Doctoral Dissertations

Date of Award

12-2007

Degree Type

Dissertation

Degree Name

Doctor of Philosophy

Major

Mechanical Engineering

Major Professor

John Steinhoff

Committee Members

Gary A. Flandro, K. C. Reddy, Lloyd M. Davis

Abstract

Vorticity Confinement (VC) is a computational technique used to compute fluid flows with thin vortical regions in an accurate and efficient manner. Recent results have shown that it accurately computes the turbulent wake behind blunt bodies at large Reynolds numbers. Physically, these flows are dominated by thin vortices that convect downstream with the flow, which accounts for the important higher-order velocity statistics. These thin vortices are artificially dissipated with traditional methods, whereas VC can accurately compute them.

VC consists of a set of discrete equations with the confinement appearing as a source term in the discretized momentum equations. The term is formulated to act solely on the small vortical regions of the flow which are artificially spread with traditional methods. The role of the confinement term is to contract the vortices to counteract the artificial spreading, while maintaining the conservation of properties.

Previous VC investigations into turbulence utilized a constant user-specified confinement strength which is analogous to the Boussinesq assumption. Here, two new models for free turbulence are developed and validated along with a near-wall turbulence model. The models replace the user-specified confinement strength with a confinement strength based upon properties of the flows. The models choose the most appropriate confinement strength to conserve energy, and in this way the new models are analogous to dynamic sub-grid models of LES. These models are developed such that energy behaves in a physically consistent manner for high Reynolds number turbulence-energy decays solely at the smallest scales.

The new models for free turbulence are validated against experiment, numerical and analytical solutions for the Taylor-Green vortex and the decay of forced homogenous turbulence. Results indicate that the inertial range can extend to the largest wavenumber resolvable by the computational grid. A new near-wall model is validated for the case of flat plate boundary layer flow. A final investigation for the flow over a back-facing step is also conducted and compared against experiment. VC results are found to be comparable to other LES computations but far more economical, since a coarser grid is used.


# Exercise description
Exact copies of the lines below are the goal; any images in them are dropped.

[Data extracted from a collection]

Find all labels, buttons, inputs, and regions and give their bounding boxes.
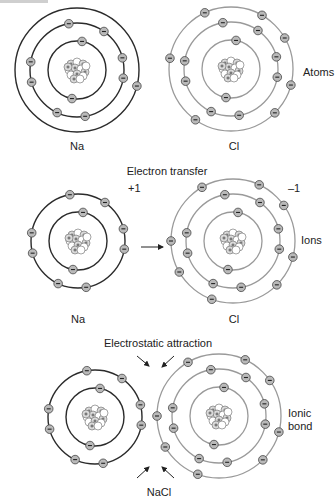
electron-icon: [27, 78, 36, 87]
electron-icon: [101, 198, 110, 207]
electron-icon: [26, 58, 35, 67]
electron-icon: [168, 404, 177, 413]
electron-icon: [254, 26, 263, 35]
label-ions-cl: Cl: [229, 313, 239, 326]
electron-icon: [78, 37, 87, 46]
atoms-na-atom: [15, 8, 141, 132]
electron-icon: [183, 249, 192, 258]
electron-icon: [68, 94, 77, 103]
electron-icon: [237, 283, 246, 292]
electron-icon: [136, 401, 145, 410]
electron-icon: [219, 18, 228, 27]
electron-icon: [224, 265, 233, 274]
electron-icon: [275, 245, 284, 254]
label-na-charge: +1: [128, 182, 141, 195]
nucleus-icon: [82, 405, 108, 430]
electron-icon: [287, 81, 296, 90]
nucleus-icon: [65, 229, 91, 254]
electron-icon: [83, 366, 92, 375]
electron-icon: [193, 470, 202, 479]
electron-icon: [241, 356, 250, 365]
ions-cl-atom: [167, 179, 297, 304]
label-atoms-side: Atoms: [303, 66, 334, 79]
electron-icon: [260, 400, 269, 409]
electron-icon: [96, 384, 105, 393]
electron-icon: [54, 279, 63, 288]
electron-icon: [69, 265, 78, 274]
ions-na-atom: [27, 190, 128, 291]
electron-icon: [200, 9, 209, 18]
electron-icon: [180, 57, 189, 66]
label-cl-charge: –1: [288, 182, 300, 195]
electron-icon: [65, 19, 74, 28]
electron-icon: [232, 36, 241, 45]
electron-icon: [258, 11, 267, 20]
electron-icon: [71, 455, 80, 464]
electron-icon: [223, 458, 232, 467]
electron-icon: [118, 54, 127, 63]
electron-icon: [175, 268, 184, 277]
atoms-cl-atom: [166, 7, 296, 131]
electron-icon: [279, 201, 288, 210]
electron-icon: [82, 283, 91, 292]
nucleus-icon: [64, 58, 90, 83]
label-electrostatic-attraction: Electrostatic attraction: [104, 337, 212, 350]
label-atoms-cl: Cl: [229, 140, 239, 153]
electron-icon: [272, 53, 281, 62]
electron-icon: [222, 93, 231, 102]
label-ions-side: Ions: [301, 234, 322, 247]
electron-icon: [261, 420, 270, 429]
electron-icon: [169, 424, 178, 433]
electron-icon: [207, 107, 216, 116]
electron-icon: [210, 440, 219, 449]
electron-icon: [27, 229, 36, 238]
electron-icon: [184, 358, 193, 367]
electron-icon: [271, 109, 280, 118]
label-ionic: Ionic: [288, 407, 311, 420]
electron-icon: [289, 253, 298, 262]
electron-icon: [120, 245, 129, 254]
electron-icon: [182, 229, 191, 238]
electron-icon: [81, 112, 90, 121]
electron-icon: [259, 456, 268, 465]
nucleus-icon: [206, 404, 232, 429]
nucleus-icon: [218, 57, 244, 82]
electron-icon: [234, 208, 243, 217]
electron-icon: [191, 115, 200, 124]
electron-icon: [207, 365, 216, 374]
electron-icon: [273, 73, 282, 82]
electron-icon: [119, 225, 128, 234]
electron-icon: [153, 412, 162, 421]
electron-icon: [274, 225, 283, 234]
electron-icon: [166, 54, 175, 63]
electron-icon: [265, 376, 274, 385]
electron-icon: [118, 374, 127, 383]
electron-icon: [79, 208, 88, 217]
electron-icon: [220, 383, 229, 392]
electron-icon: [198, 183, 207, 192]
label-electron-transfer: Electron transfer: [127, 165, 208, 178]
electron-icon: [195, 454, 204, 463]
ionic-bond-diagram: [0, 0, 335, 501]
electron-icon: [221, 190, 230, 199]
electron-icon: [167, 237, 176, 246]
electron-icon: [181, 77, 190, 86]
electron-icon: [207, 295, 216, 304]
electron-icon: [100, 27, 109, 36]
electron-icon: [256, 198, 265, 207]
label-atoms-na: Na: [70, 140, 84, 153]
electron-icon: [99, 459, 108, 468]
electron-icon: [28, 249, 37, 258]
electron-icon: [209, 279, 218, 288]
electron-icon: [45, 425, 54, 434]
ionic-bond-na-atom: [44, 366, 145, 467]
electron-icon: [44, 405, 53, 414]
electron-icon: [161, 443, 170, 452]
ionic-bond-cl-atom: [153, 354, 283, 479]
nucleus-icon: [220, 229, 246, 254]
electron-icon: [242, 373, 251, 382]
electron-icon: [119, 74, 128, 83]
label-bond: bond: [288, 420, 312, 433]
electron-icon: [133, 82, 142, 91]
electron-icon: [137, 421, 146, 430]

# Result of this exercise
Find all labels, buttons, inputs, and regions and give their bounding boxes.
electron-icon: [27, 78, 36, 87]
electron-icon: [101, 198, 110, 207]
electron-icon: [26, 58, 35, 67]
electron-icon: [168, 404, 177, 413]
electron-icon: [254, 26, 263, 35]
label-ions-cl: Cl: [229, 313, 239, 326]
electron-icon: [78, 37, 87, 46]
atoms-na-atom: [15, 8, 141, 132]
electron-icon: [183, 249, 192, 258]
electron-icon: [68, 94, 77, 103]
electron-icon: [237, 283, 246, 292]
electron-icon: [136, 401, 145, 410]
electron-icon: [219, 18, 228, 27]
electron-icon: [224, 265, 233, 274]
electron-icon: [275, 245, 284, 254]
label-na-charge: +1: [128, 182, 141, 195]
nucleus-icon: [82, 405, 108, 430]
electron-icon: [287, 81, 296, 90]
nucleus-icon: [65, 229, 91, 254]
electron-icon: [83, 366, 92, 375]
electron-icon: [193, 470, 202, 479]
electron-icon: [241, 356, 250, 365]
ions-cl-atom: [167, 179, 297, 304]
label-atoms-side: Atoms: [303, 66, 334, 79]
electron-icon: [260, 400, 269, 409]
electron-icon: [96, 384, 105, 393]
electron-icon: [54, 279, 63, 288]
electron-icon: [69, 265, 78, 274]
ions-na-atom: [27, 190, 128, 291]
electron-icon: [200, 9, 209, 18]
electron-icon: [180, 57, 189, 66]
label-cl-charge: –1: [288, 182, 300, 195]
electron-icon: [65, 19, 74, 28]
electron-icon: [232, 36, 241, 45]
electron-icon: [258, 11, 267, 20]
electron-icon: [71, 455, 80, 464]
electron-icon: [223, 458, 232, 467]
electron-icon: [118, 54, 127, 63]
electron-icon: [175, 268, 184, 277]
atoms-cl-atom: [166, 7, 296, 131]
electron-icon: [279, 201, 288, 210]
electron-icon: [82, 283, 91, 292]
nucleus-icon: [64, 58, 90, 83]
label-electrostatic-attraction: Electrostatic attraction: [104, 337, 212, 350]
label-atoms-cl: Cl: [229, 140, 239, 153]
electron-icon: [272, 53, 281, 62]
electron-icon: [222, 93, 231, 102]
label-ions-side: Ions: [301, 234, 322, 247]
electron-icon: [261, 420, 270, 429]
electron-icon: [169, 424, 178, 433]
electron-icon: [207, 107, 216, 116]
electron-icon: [210, 440, 219, 449]
electron-icon: [27, 229, 36, 238]
electron-icon: [184, 358, 193, 367]
electron-icon: [271, 109, 280, 118]
label-ionic: Ionic: [288, 407, 311, 420]
electron-icon: [289, 253, 298, 262]
electron-icon: [120, 245, 129, 254]
electron-icon: [182, 229, 191, 238]
electron-icon: [81, 112, 90, 121]
electron-icon: [259, 456, 268, 465]
nucleus-icon: [206, 404, 232, 429]
nucleus-icon: [218, 57, 244, 82]
electron-icon: [234, 208, 243, 217]
electron-icon: [191, 115, 200, 124]
electron-icon: [207, 365, 216, 374]
electron-icon: [273, 73, 282, 82]
electron-icon: [119, 225, 128, 234]
electron-icon: [153, 412, 162, 421]
electron-icon: [274, 225, 283, 234]
electron-icon: [166, 54, 175, 63]
electron-icon: [265, 376, 274, 385]
electron-icon: [118, 374, 127, 383]
electron-icon: [79, 208, 88, 217]
electron-icon: [220, 383, 229, 392]
electron-icon: [198, 183, 207, 192]
label-electron-transfer: Electron transfer: [127, 165, 208, 178]
electron-icon: [195, 454, 204, 463]
ionic-bond-diagram: [0, 0, 335, 501]
electron-icon: [221, 190, 230, 199]
electron-icon: [167, 237, 176, 246]
electron-icon: [181, 77, 190, 86]
electron-icon: [207, 295, 216, 304]
electron-icon: [100, 27, 109, 36]
electron-icon: [256, 198, 265, 207]
label-atoms-na: Na: [70, 140, 84, 153]
electron-icon: [99, 459, 108, 468]
electron-icon: [28, 249, 37, 258]
electron-icon: [209, 279, 218, 288]
electron-icon: [45, 425, 54, 434]
ionic-bond-na-atom: [44, 366, 145, 467]
electron-icon: [44, 405, 53, 414]
electron-icon: [161, 443, 170, 452]
ionic-bond-cl-atom: [153, 354, 283, 479]
nucleus-icon: [220, 229, 246, 254]
electron-icon: [242, 373, 251, 382]
electron-icon: [119, 74, 128, 83]
label-bond: bond: [288, 420, 312, 433]
electron-icon: [133, 82, 142, 91]
electron-icon: [137, 421, 146, 430]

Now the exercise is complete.